Biography Bulat Okudzhava

Bulat Shalovich Okudzhava (1924 – 1997) is a poet-bard and a writer, one of the founders of the Russian genre called author’s song or an underground Guitar-Poetry movement. The son of Georgian father and Armenian mother, he was born in Moscow. In 1937, his father was murdered in prison, and his mother was arrested the same year and spent a decade in labor camps. In 1941, at the age of 17, Okudzhava volunteered for the Red Army infantry and from 1942 participated in the war World War II. After his discharge from the service in 1945, he graduated from the Tbilisi University to become a teacher. For the five years, he taught in a village school in the Kaluga area, where his first volume, Lyrics (1956) appeared. Although he had no formal training in music, he performed his verses self-accompanied by a seven-string guitar.

By the 1960s Okudzhava gained widespread popularity within Russia as a poet-performer. He was among the first to perform poetic compositions with messages perceived as unofficial — even though the lyrics dealt with love or such simple things as a Moscow street or the last trolley home. His songs often described contemporary urban life, but were wryly satirical of the official version, written in the best tradition of Aesop language, imbued with a sense of mystery and irony, deviating from the typical Soviet music. Okudzhava was never treated as a political dissident as the messages of his songs conveyed no open resistance but kept a certain reticence (nedogovorennost’) (Terras 1985).

His songs about the war formed an important part of his repertoire. The main topics of his war songs were brutality of war, human frailty, the enduring presence of hope. He expressed his personal attitude to the war by focusing on human sacrifice, the futility of war as, for example in his song The Paper Soldier. He possessed an exceptional melodic gift, and the intelligent lyrics of his songs blended perfectly with his music and his voice.

From the early 60s on, his songs recorded and sung by urban youth and in Russian intellectual circles during hiking trips, in student’s hostels, in the apartments. Intelligentsia widely distributed his recordings in magnitizd.

Okudzhava was a member of the Writer’s Union and famous as a historic writer. His debut un-heroic war story Goodbye, Schoolboy (1961) followed by a non-conventional historical play about Decembrists A Taste of Freedom (1966). According to Bykov, a biographer of Bulat Okudzhava, Decembrists attracted Okudzhava not only for their “noble”and “selfless” political action, but also for their fearless resistance to autocrats that reinforced the growth of liberalism in Russia. In 1969, Okudzhava published his first historical novel Poor Avrosimov set in 1820. One of his the most popular historical novels, Dillettantes’ Journey (1978), portrays a classical character mid-19cntury’s “superfluous man” (Bykov 2009).

Bykov also argues that Okudzhava conducted no systematic research for his popular historical works, instead relaying on the imaginative and independent streak of a dissident who has his own approach to the history. As Okudzhava put it in his song I am writing a historical novel (1975), “Each writes as he hears, Each hears as he breathes, As he breathes, so he writes…”

Bulat Okudzhava died in France, where he had come on a private visit. 

Sources

Bykov, Dmitry. Bulat Okudzhava. Molodaya Gvardiya, 2009.

Smith, Gerald Stanton. Songs to Seven Strings: Russian Guitar Poetry and Soviet “Mass Song.” Bloomington: Indiana University Press, 1984.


Activity
Every record has to be written out exactly, with no line missing.

======== Data to examine ========

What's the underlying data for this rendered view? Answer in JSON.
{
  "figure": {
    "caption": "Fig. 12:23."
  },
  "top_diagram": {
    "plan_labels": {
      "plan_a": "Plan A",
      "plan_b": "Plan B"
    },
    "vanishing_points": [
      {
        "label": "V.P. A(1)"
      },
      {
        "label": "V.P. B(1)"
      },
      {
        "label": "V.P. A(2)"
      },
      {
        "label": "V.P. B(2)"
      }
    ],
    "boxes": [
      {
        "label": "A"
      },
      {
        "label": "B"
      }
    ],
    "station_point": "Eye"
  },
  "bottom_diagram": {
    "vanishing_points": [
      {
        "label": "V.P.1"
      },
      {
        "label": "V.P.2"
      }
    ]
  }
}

========

Solution
What's the underlying data for this rendered view? Answer in JSON.
{
  "figure": {
    "caption": "Fig. 12:23."
  },
  "top_diagram": {
    "plan_labels": {
      "plan_a": "Plan A",
      "plan_b": "Plan B"
    },
    "vanishing_points": [
      {
        "label": "V.P. A(1)"
      },
      {
        "label": "V.P. B(1)"
      },
      {
        "label": "V.P. A(2)"
      },
      {
        "label": "V.P. B(2)"
      }
    ],
    "boxes": [
      {
        "label": "A"
      },
      {
        "label": "B"
      }
    ],
    "station_point": "Eye"
  },
  "bottom_diagram": {
    "vanishing_points": [
      {
        "label": "V.P.1"
      },
      {
        "label": "V.P.2"
      }
    ]
  }
}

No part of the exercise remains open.